INDECENT is a play about a play: Sholom Asch's GOD OF VENGEANCE, first performed in 1907 in Berlin, then widely across Europe, and eventually in 1923 in New York. There it was censored and the acting troupe was arrested and jailed. It's also about how writers work, about forbidden love, about family, about being an immigrant to the US who speaks with an accent, about Yiddish theater and changing tastes on Broadway, about McCarthyism, and, yes, about the Holocaust.
Paula Vogel spent seven years developing INDECENT with Rebecca Taichman as director and co-creator before it opened on Broadway in 2017, with significant stops at Yale Rep and La Jolla on this journey. She chose the Guthrie for the first production of INDECENT after its Broadway run, which is quite a gift to the flagship Minneapolis theater.
Wendy C. Goldberg's new production is marked by exquisite attention to detail and great heart. The Guthrie's large asymmetrical thrust space calls for a freer staging than the smaller proscenium Broadway houses permit. This seems to open up the play's emotional core, while containing that feeling within the script's rigorous compression. That's a powerful combination.
INDECENT travels across almost 50 years in just 1 hour 40 minutes stage time (no intermission). It's a golden example of how skillful theater can tell complex historical stories without oversimplification or pedantry.
GOD OF VENGEANCE is about a Jewish father who makes his living off a brothel in the basement of his home, while trying to raise (with his wife) a virtuous daughter on the floors above, who will be eligible for marriage to a man of high status; he assuages his conscience by also commissioning a lavish Torah. His plans go awry when his daughter becomes friends with his chief prostitute; the two find refuge in each other and form a loving sexual bond.
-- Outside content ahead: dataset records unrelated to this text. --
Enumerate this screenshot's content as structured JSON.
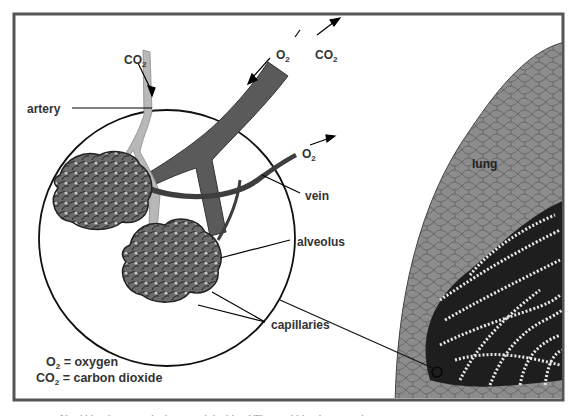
{
  "diagram": {
    "labels": {
      "co2_top_left": {
        "base": "CO",
        "sub": "2"
      },
      "o2_top": {
        "base": "O",
        "sub": "2"
      },
      "co2_top_right": {
        "base": "CO",
        "sub": "2"
      },
      "o2_vein": {
        "base": "O",
        "sub": "2"
      },
      "artery": "artery",
      "vein": "vein",
      "alveolus": "alveolus",
      "capillaries": "capillaries",
      "lung": "lung"
    },
    "legend": [
      {
        "symbol_base": "O",
        "symbol_sub": "2",
        "meaning": "= oxygen"
      },
      {
        "symbol_base": "CO",
        "symbol_sub": "2",
        "meaning": "= carbon dioxide"
      }
    ],
    "colors": {
      "frame": "#555555",
      "background": "#ffffff",
      "vessel_dark": "#555555",
      "artery_light": "#b5b5b5",
      "lung_gray": "#8a8a8a",
      "lung_inner_dark": "#1e1e1e",
      "label_text": "#333333"
    }
  },
  "caption": {
    "text": "Used  blood  oxygen  the  lungs  and  the  blood  The  used  blood  goes  to  the"
  }
}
INDECENT traces the impact this play had on Asch, his wife, the troupe that toured it so widely, Yiddish theater, and subsequent generations--including Vogel herself, who first read the play as a grad student. She was, by her own account, rendered breathless by reading it, much as her character Lemml, the eventual stage manager of the acting troupe in INDECENT, is overtaken at the first reading of the play, while the reigning literati are appalled by the overt lesbian content.
Ben Cherry plays Lemml, and is one of two actors in the Guthrie's company to have performed the piece on Broadway. Music director and co-composer Lisa Gutkin is the other. On violin, and often dancing, she leads Spencer Chandler (accordion) and Pat O'Keefe (clarinets) through the intricate score, adding touches of joy and underlining pathos as needed.
The other six actors cover some 40 roles over the course of the play. They are introduced to us as three pairs: one older couple who play the fathers and mothers; one couple in their prime; and one young. It's a testament to Vogel's text, actorly skill, and Goldberg's directorial excellence that we are never confused about who is who, despite all the switching up that goes on, mostly unaided by big costume changes.
All six of these actors marry craft with soulful transparency. Robert Dorfman and Sally Wingert, both Guthrie stalwarts, provide appropriate weight and steeliness as the older couple. Hugh Kennedy plays Asch for much of the play. He begins as a young newlywed who has written a love scene for two women based in part on his own love match of a marriage. As time passes, he transforms into a marginalized immigrant and traumatized witness of the horrors of the 20th century. Steven Epps, famous locally for inspired clowning skills, reins himself in appropriately, cutting multiple sharply defined characters through movement and stance. Miriam Schwartz and Gisela Chípe play multiple roles while offering great grace and tenderness as the two lovers.
This production evinces tremendous command of a great range of narrative tools. These include what is in effect a filmic montage with changing angles of view of the final moments of GOD OF VENGEANCE as it is performed across Europe before coming to the US. Projections (Alex Basco Koch, designer) are part of Vogel's text and locate us in time and place, and help us navigate the switches from Yiddish to English. Song and dance (Yehuda Human, choreographer) lift the action. The lighting throughout (Josh Epstein, designer) is simply gorgeous.
Arnulfo Maldonado's set suggests an abandoned theater: dusty seats much like those in the audience are occupied by actors who watch us enter before the show begins. They are surrounded by debris of various kinds, including large chandelier elements on the ground that made me think of a demolished synagogue--perhaps because early scenes involve hefting a large Torah repeatedly, and because I have always felt the stage can be sacred space.
When asked at a talkback following an early performance what three messages cast members would like the audience to take away with them, the answers were: Love is love. Evil can happen at any time. Art can transform the world, and specifically, a play can change your life. Yes, yes, and yes.
This important production runs at the Guthrie through March 24.